We have been proving for nearly 30 years that process improvement methods, driven systematically across the extended supply chains of our clients, drive enormous improvements in profit, quality, and customer responsiveness. At Thomas Group, we do not view Supply Chain Management simply in terms of a single point solution or the implementation of a software package. Nor do we consider it purely as the cost-focused objective of an organization’s procurement function.
Supply Chain Management is a strategic process that spans the entire enterprise, enhancing competitive advantage by establishing seamless links from suppliers through to customers, creating value at every stage. Beginning with an overall Supply Chain strategy assessment, our Process Value Management methodology replaces the old functional silo concept with powerful enterprise-wide processes. We customize these processes into a program to meet our client’s unique needs in forecasting, planning and scheduling, procurement, logistics and distribution, inventory management, supplier management, information flow and systems. We use this methodology to drive the shift from a narrow view of the silo to a boundless view of the enterprise; from the supply chain through to the customer.
Thomas Group’s proprietaryProcess Value Management methodology provides an effective platform to achieve cross-functional and cross-entity collaboration. It optimizes each step in the supply chain process in the context of the customer’s need and the competitive advantages of the enterprise.
So, what of the role of technology in Supply Chain Management?
Many companies have made large investments in hardware and ERP software as the means to accomplish a seamless linkage between themselves, their suppliers, and their customers. However, we have all read horror stories about the result of many technology implementations. Very simply put, if business processes are wrong, technology will magnify their flaws and will then, like a virus, seamlessly extend these to suppliers and customers alike.
At Thomas Group, we remain committed to first getting processes right, for only in this way does technology become an effective and collaborative partner.
We worked with one of Asia’s largest garment manufacturing groups with 25,000 staff at 19 factories in eight countries. A merger had created 28 sales teams, each controlling its own material sourcing, supplier base and, effectively, its own factories. Suppliers were dealing with each team individually without any structure or process to consolidate purchasing volumes. Sales team focus was primarily price and expediting delivery for the current order with little consideration given to total cost of ownership or managing the supplier base for best sustainable performance.

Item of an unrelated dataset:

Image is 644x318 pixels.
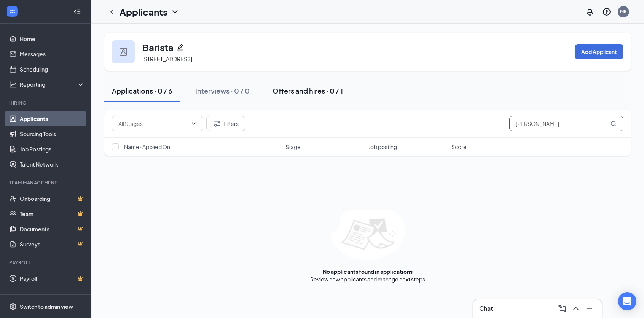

Our client is a leading manufacturer of micro-motors for automotive and consumer goods. It has 19,000 employees in 14 countries. The company was suffering from traditional procurement problems with its 700 suppliers, each buy being individually negotiated. Supplier on-time delivery was below 20% with significant quality issues and only 2.5 inventory turns per year. Changing to a collaborative procurement process resulted in significant performance improvements and a $40 million annual saving in material purchasing and holding costs.
A producer of synthetic fiber for automotive upholstery was struggling with excessive finished goods inventory and a high level of obsolete product write-off. Its supplier base was shipping poor quality raw material with unacceptable on-time delivery. Its customers were asking for frequent and last minute changes to product specifications. Change was driven through converting from functional to process management, establishing strategic partnerships with a reduced set of suppliers, sharing information with customers, rigorous ordering and stocking rules, establishing minimum lot sizes and an order change freeze process, and implementing standardized color setups.
Key targets of the program were inventory reduction and engineer/build lead-time reduction. A cross-functional sales and engineering team reduced hundreds of existing product configurations to a small set of product platforms with a limited set of variants. By applying a critical path process to generator manufacturing and consolidating an existing internal/external supplier base to a set of key supply partners, generator lead-time was reduced from over 15 months to six. Total manufacturing output, without additional investment, increased in excess of 50%.